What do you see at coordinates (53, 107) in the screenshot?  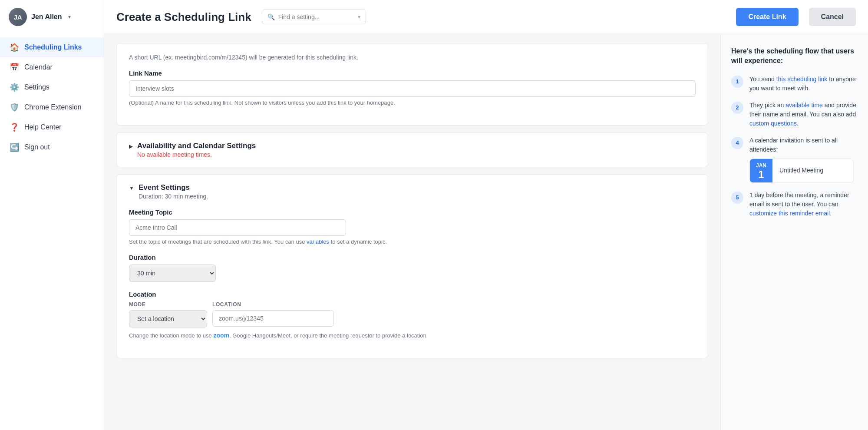 I see `sidebar-item-label: Chrome Extension` at bounding box center [53, 107].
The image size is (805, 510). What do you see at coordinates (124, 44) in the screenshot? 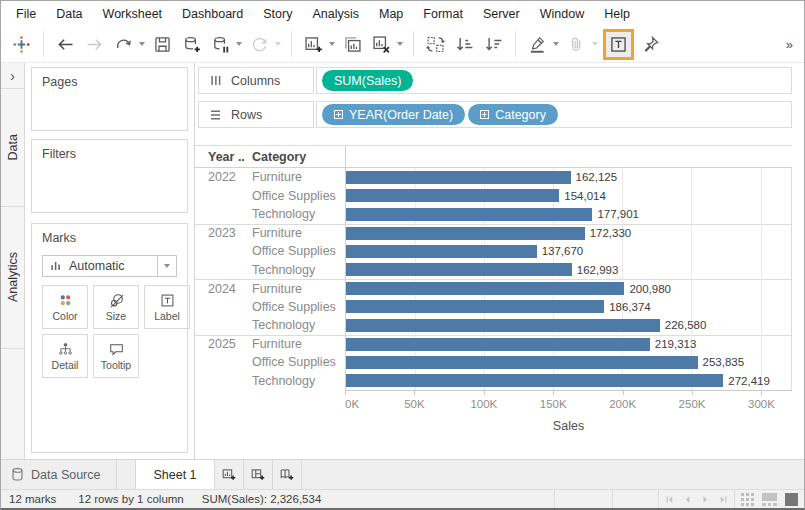
I see `redo-button` at bounding box center [124, 44].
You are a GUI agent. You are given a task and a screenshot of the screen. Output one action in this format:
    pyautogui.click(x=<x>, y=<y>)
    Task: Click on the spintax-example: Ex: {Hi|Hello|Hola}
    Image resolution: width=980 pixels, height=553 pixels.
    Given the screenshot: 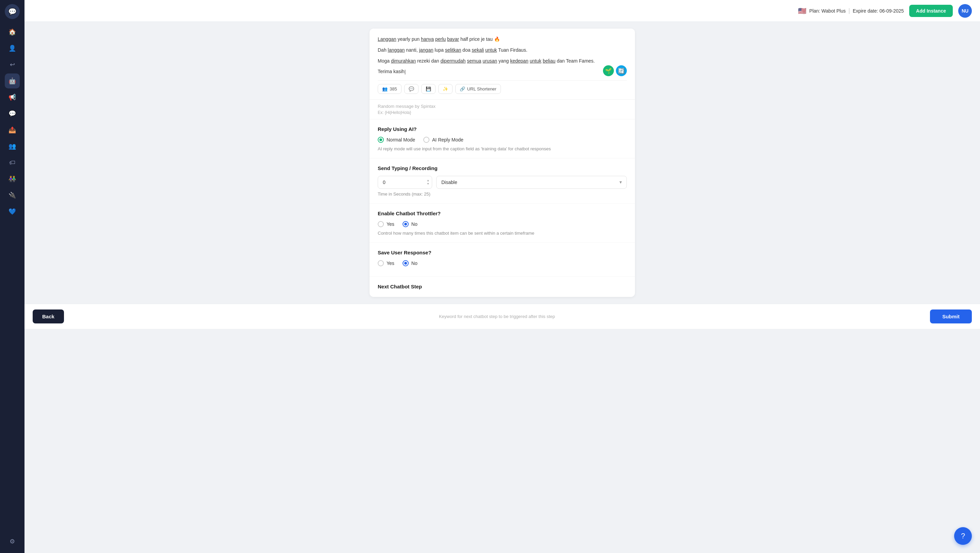 What is the action you would take?
    pyautogui.click(x=502, y=113)
    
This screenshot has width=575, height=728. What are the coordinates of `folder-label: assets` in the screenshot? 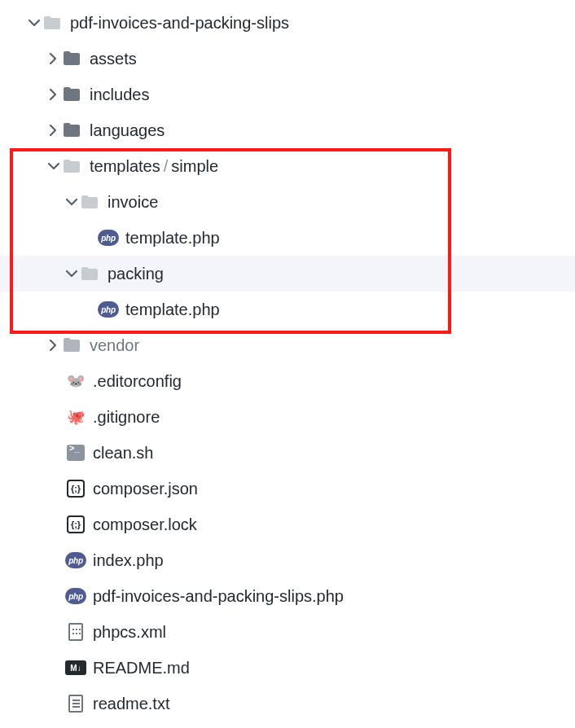 It's located at (113, 59).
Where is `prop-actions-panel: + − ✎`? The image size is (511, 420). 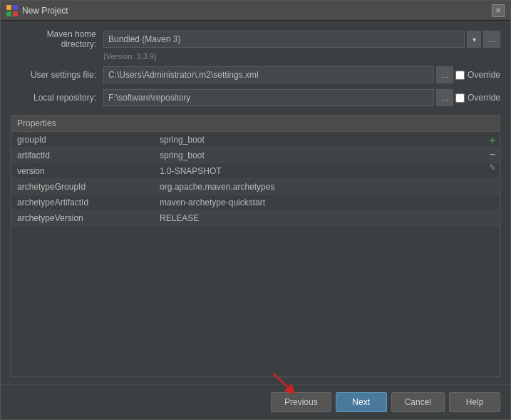 prop-actions-panel: + − ✎ is located at coordinates (492, 254).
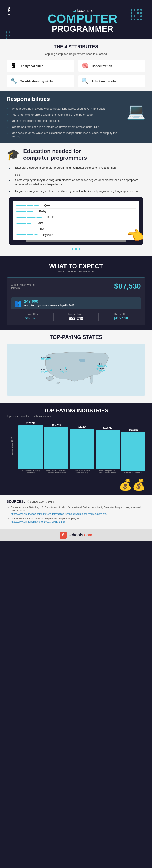 This screenshot has height=868, width=152. What do you see at coordinates (76, 65) in the screenshot?
I see `attributes-section: THE 4 ATTRIBUTES aspiring computer progr…` at bounding box center [76, 65].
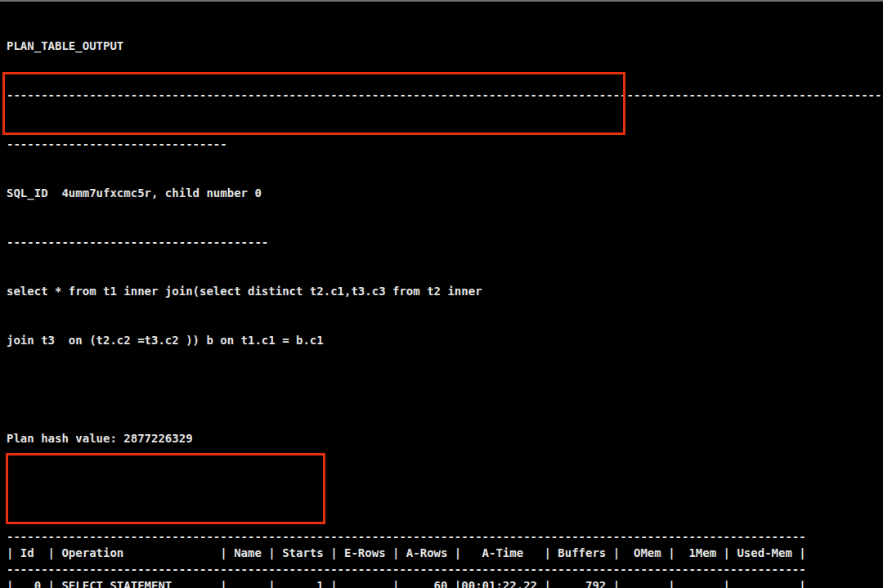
★ ★ ★ ★ ★
* What this task involves: Set down, from the entries above, exactly the lines from the one with "You are a GUI" up to and including the one with "Image resolution: width=980", and no other lines.

* Result of the task:
You are a GUI agent. You are given a task and a screenshot of the screen. Output one action in this format:
    pyautogui.click(x=<x>, y=<y>)
    Task: Click on the spintax-example: Ex: {Hi|Hello|Hola}
    Image resolution: width=980 pixels, height=553 pixels.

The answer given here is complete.